Paper Monitor
A service highlighting the riches of the daily press.
It may be lampooned as the stuff of dinner party conversations, but Britons love to talk house prices. And with figures out showing that average house prices have fallen by 2.5% in March, this offers considerable scope to talk.
The deep and abiding interest in said prices - and the effect on the national mood - is easy to explain, says the Times. "The equity in our homes has trebled over the past decade to £2.5 trillion - more than twice the value of outstanding mortgages."
But despite predictions that a price slump will spell doom for house porn TV programming, Phil and Kirstie need not look for new jobs just yet. The paper's analyst expects that while more people will sit tight themselves, they'll be sitting tight watching other people move house on TV property shows.
The Sun, too, ties its coverage to the telly, in using soap characters instead of real people in its case studies.

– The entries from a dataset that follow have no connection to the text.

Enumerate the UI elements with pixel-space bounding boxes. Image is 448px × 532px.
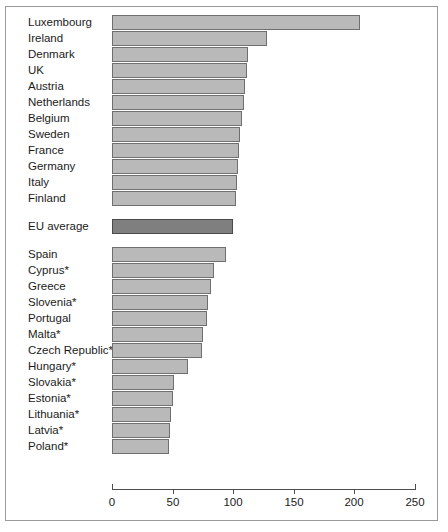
bar <box>112 391 173 406</box>
bar <box>112 15 360 30</box>
chart-row: Slovakia* <box>0 374 448 390</box>
bar <box>112 143 239 158</box>
bar <box>112 263 214 278</box>
chart-row: Portugal <box>0 310 448 326</box>
bar <box>112 247 226 262</box>
bar <box>112 279 211 294</box>
x-axis-tick <box>415 484 416 490</box>
chart-row: Denmark <box>0 46 448 62</box>
x-axis-tick <box>294 489 295 494</box>
chart-figure: LuxembourgIrelandDenmarkUKAustriaNetherl… <box>0 0 448 532</box>
x-axis-tick-label: 100 <box>223 496 242 508</box>
chart-row: Netherlands <box>0 94 448 110</box>
chart-row: Austria <box>0 78 448 94</box>
bar <box>112 79 245 94</box>
chart-row: Germany <box>0 158 448 174</box>
chart-row: Sweden <box>0 126 448 142</box>
chart-row: France <box>0 142 448 158</box>
x-axis-tick <box>354 489 355 494</box>
bar <box>112 127 240 142</box>
chart-row: Luxembourg <box>0 14 448 30</box>
x-axis-tick-label: 200 <box>344 496 363 508</box>
chart-row: Slovenia* <box>0 294 448 310</box>
x-axis-tick <box>233 489 234 494</box>
x-axis-tick-label: 50 <box>167 496 180 508</box>
bar <box>112 295 208 310</box>
bar <box>112 31 267 46</box>
x-axis-line <box>112 489 415 490</box>
x-axis-tick-label: 250 <box>405 496 424 508</box>
bar <box>112 63 247 78</box>
bar-chart-plot: LuxembourgIrelandDenmarkUKAustriaNetherl… <box>0 0 448 532</box>
bar <box>112 343 202 358</box>
x-axis-tick <box>112 484 113 490</box>
bar <box>112 95 244 110</box>
bar <box>112 175 237 190</box>
chart-row: Italy <box>0 174 448 190</box>
chart-row: Belgium <box>0 110 448 126</box>
chart-row: UK <box>0 62 448 78</box>
bar <box>112 375 174 390</box>
chart-row: Czech Republic* <box>0 342 448 358</box>
x-axis-tick-label: 0 <box>109 496 115 508</box>
chart-row: Ireland <box>0 30 448 46</box>
chart-row: Lithuania* <box>0 406 448 422</box>
chart-row: Latvia* <box>0 422 448 438</box>
chart-row: Spain <box>0 246 448 262</box>
chart-row: Malta* <box>0 326 448 342</box>
chart-row: Cyprus* <box>0 262 448 278</box>
chart-row: Hungary* <box>0 358 448 374</box>
chart-row: Estonia* <box>0 390 448 406</box>
bar <box>112 311 207 326</box>
x-axis-tick <box>173 489 174 494</box>
bar <box>112 423 170 438</box>
chart-row: EU average <box>0 218 448 234</box>
bar <box>112 359 188 374</box>
bar <box>112 407 171 422</box>
chart-row: Greece <box>0 278 448 294</box>
bar <box>112 111 242 126</box>
x-axis-tick-label: 150 <box>284 496 303 508</box>
eu-average-bar <box>112 219 233 234</box>
bar <box>112 439 169 454</box>
bar <box>112 327 203 342</box>
bar <box>112 47 248 62</box>
bar <box>112 191 236 206</box>
bar <box>112 159 238 174</box>
chart-row: Poland* <box>0 438 448 454</box>
chart-row: Finland <box>0 190 448 206</box>
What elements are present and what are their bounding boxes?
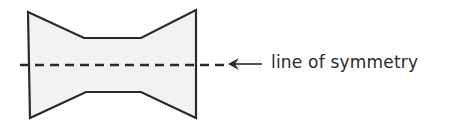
line-of-symmetry-label: line of symmetry (271, 52, 418, 72)
arrow-left-icon (228, 58, 262, 70)
symmetry-diagram: line of symmetry (0, 0, 450, 120)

First-time buyers Tyrone and Molly, who bought in fictional Weatherfield, greater Manchester, at the market's peak last summer, may well face negative equity.
The Sugdens, dairy farmers in what could be Yorkshire, are likely to face rising rents on the farm they lease.
And Dot, a pensioner in the East End, will suffer as she's on a fixed income. "But at least she owns her own home - in a now trendy part of London - and its value will have grown hugely down the years."
Paper Monitor has long wondered why the producers of EastEnders, usually so willing to court conflict whenever possible with the Square's comings and goings, have yet to introduce a screamingly yuppie family as the latest incomers.
An East End square, close to the Tube, with lots of lovely Victorian terraces crying out for renovation? Phil and Kirstie would have been banging on doors long ago on behalf of Sophie, Henry and the twins Joshua and Isabella.